Bank offers loans that institutions in EU can build on

二月 16, 2007

When academics think of European Union funding, they often cite the European Commission's framework programmes, but another EU institution, the European Investment Bank, is playing an increasingly vital funding role.

The bank, which is independent of other EU bodies, raises money on international markets and is also bankrolled by member states and the EU.

It not only has huge financial clout, but it is also able to lend at low interest rates.

The EIB started to turn its monetary spigot towards education in 1997, and approvals now stand at €3 billion (£2 billion) a year across tertiary, secondary and primary education projects. Germany, Spain and Italy have been the biggest recipients of EIB largesse in higher education, although Britain has not done badly.

Over the past ten years, the EIB loaned German higher education €2.05 billion. Beneficiaries included universities and colleges in Lower Saxony, North Rhine-Westphalia, Saarland, Mecklenburg-Pomerania, Saxony-Anhalt and Thuringia, with dedicated single-institution loans expanding the International University, Bremen, the Berlin Academy of Arts, the universities of Heidelberg, Gottingen and Kiel and others.

Spanish higher education received €682.72 million, while Italy's universities secured €293.76 million in EIB loans.

Britain has had loans of €208.32 million since 1997, mostly funnelled through the Higher Education Funding Council for England, although Imperial College London borrowed €73.89 million to build student accommodation.

Four other UK higher education institutions are negotiating loans. One, which involves Bristol University borrowing up to £60 million to boost teaching and research facilities, passed bank approval procedures.

The bank ensures that a borrower is creditworthy and that it has clear investment strategies aimed at securing sustainable growth.

Stephen Wright, associate director, human capital, said: "We like to see an institution that has a strategic vision of where it wants to go."

This would not just include top research universities but also institutions with a regional teaching role. "We're not only about investing in a university such as Cambridge," he said.

More loans are being developed to help people into study. So far, only a tiny proportion has been allocated to intangible projects such as student loans.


What is expected: I need only the number of lines in this data that contain the string "roster".

Dataset content:
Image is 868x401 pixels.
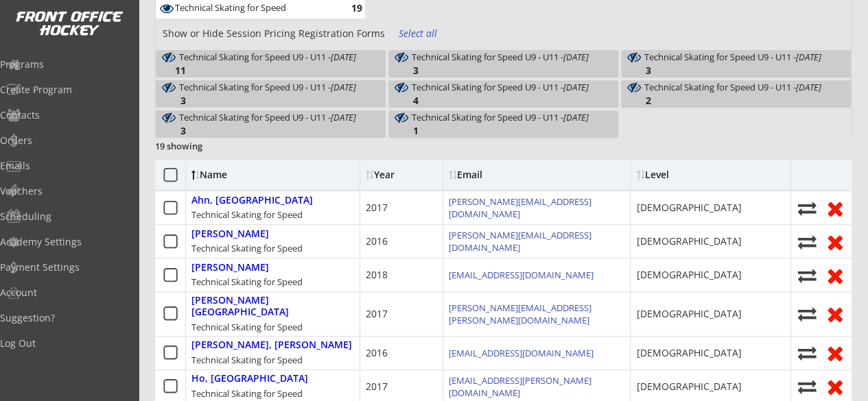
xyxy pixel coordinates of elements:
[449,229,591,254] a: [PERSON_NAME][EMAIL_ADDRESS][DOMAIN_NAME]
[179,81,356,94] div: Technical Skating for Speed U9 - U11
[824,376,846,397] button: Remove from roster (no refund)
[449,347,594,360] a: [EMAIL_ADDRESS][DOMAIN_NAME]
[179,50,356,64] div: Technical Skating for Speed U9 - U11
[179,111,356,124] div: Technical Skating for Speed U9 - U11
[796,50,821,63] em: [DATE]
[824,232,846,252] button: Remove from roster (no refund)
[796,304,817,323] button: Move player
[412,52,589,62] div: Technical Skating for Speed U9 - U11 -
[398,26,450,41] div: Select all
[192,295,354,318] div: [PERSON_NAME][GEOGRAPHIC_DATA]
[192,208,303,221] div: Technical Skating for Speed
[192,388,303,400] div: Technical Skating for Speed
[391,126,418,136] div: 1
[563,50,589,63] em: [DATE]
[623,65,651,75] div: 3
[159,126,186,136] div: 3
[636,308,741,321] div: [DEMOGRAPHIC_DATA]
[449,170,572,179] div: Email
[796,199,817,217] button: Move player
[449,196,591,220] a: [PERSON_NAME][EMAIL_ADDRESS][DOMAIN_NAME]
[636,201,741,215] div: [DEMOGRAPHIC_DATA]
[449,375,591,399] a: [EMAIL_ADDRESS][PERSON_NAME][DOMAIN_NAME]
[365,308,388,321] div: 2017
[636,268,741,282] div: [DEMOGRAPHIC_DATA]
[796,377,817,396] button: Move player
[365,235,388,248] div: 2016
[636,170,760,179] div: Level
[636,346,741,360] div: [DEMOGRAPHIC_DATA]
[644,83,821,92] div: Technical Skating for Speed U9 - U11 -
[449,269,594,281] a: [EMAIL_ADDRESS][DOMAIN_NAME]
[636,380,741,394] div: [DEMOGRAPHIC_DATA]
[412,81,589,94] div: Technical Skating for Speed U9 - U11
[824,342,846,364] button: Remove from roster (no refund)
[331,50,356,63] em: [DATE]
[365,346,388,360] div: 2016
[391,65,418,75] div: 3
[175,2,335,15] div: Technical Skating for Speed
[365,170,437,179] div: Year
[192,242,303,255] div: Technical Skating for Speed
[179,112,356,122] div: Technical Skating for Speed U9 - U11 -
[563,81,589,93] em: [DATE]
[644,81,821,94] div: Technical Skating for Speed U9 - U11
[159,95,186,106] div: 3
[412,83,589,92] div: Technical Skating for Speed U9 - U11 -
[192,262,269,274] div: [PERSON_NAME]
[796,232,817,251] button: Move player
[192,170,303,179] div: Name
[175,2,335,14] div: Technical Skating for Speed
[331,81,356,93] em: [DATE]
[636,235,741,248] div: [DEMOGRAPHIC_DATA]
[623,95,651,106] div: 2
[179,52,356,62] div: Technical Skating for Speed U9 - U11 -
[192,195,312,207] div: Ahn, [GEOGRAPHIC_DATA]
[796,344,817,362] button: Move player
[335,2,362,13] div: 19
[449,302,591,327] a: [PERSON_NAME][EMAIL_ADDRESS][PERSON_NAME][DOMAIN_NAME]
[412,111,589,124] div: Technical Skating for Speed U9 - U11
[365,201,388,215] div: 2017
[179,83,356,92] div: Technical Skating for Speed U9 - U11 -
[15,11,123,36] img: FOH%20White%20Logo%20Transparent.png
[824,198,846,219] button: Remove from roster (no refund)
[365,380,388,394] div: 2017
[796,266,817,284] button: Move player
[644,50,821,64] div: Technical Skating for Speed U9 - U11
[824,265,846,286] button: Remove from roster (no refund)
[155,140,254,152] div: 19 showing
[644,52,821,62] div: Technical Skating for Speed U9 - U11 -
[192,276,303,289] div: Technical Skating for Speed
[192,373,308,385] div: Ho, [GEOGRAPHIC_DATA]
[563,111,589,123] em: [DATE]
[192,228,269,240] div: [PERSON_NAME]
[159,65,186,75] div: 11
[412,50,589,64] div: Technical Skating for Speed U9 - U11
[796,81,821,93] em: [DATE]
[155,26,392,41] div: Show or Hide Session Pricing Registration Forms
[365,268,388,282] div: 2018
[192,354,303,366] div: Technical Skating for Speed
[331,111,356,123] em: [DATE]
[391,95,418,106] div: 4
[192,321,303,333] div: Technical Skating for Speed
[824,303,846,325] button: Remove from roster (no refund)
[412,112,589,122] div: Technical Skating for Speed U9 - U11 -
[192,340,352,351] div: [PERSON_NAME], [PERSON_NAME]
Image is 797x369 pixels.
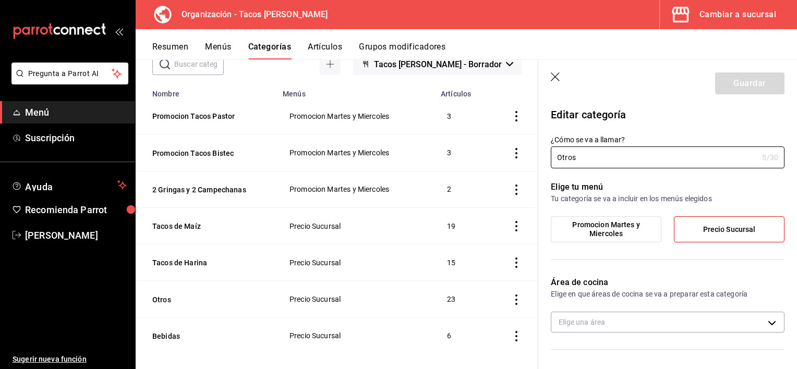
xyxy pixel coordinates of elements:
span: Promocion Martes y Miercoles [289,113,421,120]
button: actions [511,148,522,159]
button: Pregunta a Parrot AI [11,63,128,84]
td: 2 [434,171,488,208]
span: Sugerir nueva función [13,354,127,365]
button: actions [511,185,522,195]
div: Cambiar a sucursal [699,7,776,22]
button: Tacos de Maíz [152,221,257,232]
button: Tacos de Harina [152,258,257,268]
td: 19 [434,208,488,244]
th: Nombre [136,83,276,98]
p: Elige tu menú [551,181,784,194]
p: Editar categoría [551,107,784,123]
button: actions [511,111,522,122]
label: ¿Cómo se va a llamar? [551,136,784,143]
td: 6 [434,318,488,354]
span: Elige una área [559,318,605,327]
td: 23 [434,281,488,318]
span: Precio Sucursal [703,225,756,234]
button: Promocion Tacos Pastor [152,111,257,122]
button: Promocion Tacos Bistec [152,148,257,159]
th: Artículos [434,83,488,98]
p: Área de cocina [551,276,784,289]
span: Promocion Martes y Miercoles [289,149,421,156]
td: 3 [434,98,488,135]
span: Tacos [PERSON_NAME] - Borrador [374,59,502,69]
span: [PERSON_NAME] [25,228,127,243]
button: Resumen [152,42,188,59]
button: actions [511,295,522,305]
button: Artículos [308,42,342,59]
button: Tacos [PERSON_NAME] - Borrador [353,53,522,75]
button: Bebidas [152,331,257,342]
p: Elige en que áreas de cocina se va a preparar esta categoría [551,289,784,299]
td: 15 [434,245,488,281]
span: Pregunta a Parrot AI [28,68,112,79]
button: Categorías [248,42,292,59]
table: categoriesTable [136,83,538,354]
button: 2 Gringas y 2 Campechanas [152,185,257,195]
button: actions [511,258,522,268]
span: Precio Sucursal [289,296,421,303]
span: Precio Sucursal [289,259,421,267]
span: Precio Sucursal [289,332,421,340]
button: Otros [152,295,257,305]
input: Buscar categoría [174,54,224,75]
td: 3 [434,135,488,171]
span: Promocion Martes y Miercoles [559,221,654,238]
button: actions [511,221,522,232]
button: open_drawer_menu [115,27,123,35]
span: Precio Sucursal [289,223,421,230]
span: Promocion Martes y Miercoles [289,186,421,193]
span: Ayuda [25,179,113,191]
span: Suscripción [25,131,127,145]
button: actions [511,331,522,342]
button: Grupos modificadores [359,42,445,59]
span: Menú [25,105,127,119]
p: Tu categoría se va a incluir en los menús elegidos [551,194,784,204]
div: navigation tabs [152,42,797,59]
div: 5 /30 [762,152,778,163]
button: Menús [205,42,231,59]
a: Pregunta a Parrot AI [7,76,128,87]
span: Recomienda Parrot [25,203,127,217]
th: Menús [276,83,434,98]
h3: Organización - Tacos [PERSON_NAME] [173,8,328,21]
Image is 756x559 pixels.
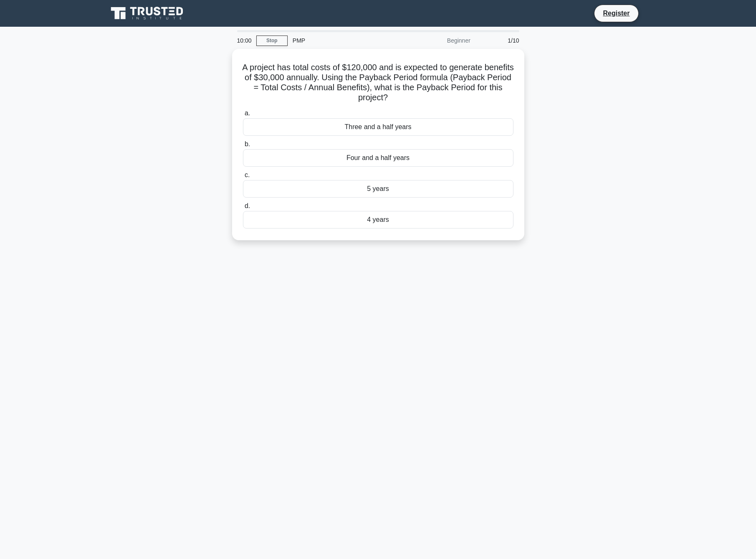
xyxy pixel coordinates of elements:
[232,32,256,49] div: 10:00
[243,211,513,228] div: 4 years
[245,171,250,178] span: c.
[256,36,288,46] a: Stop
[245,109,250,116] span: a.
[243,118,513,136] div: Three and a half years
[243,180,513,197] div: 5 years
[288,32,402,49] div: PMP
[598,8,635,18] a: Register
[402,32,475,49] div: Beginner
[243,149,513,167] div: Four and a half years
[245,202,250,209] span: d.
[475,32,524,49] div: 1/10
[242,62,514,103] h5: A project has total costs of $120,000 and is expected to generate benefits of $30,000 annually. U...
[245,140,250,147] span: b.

Task response: 6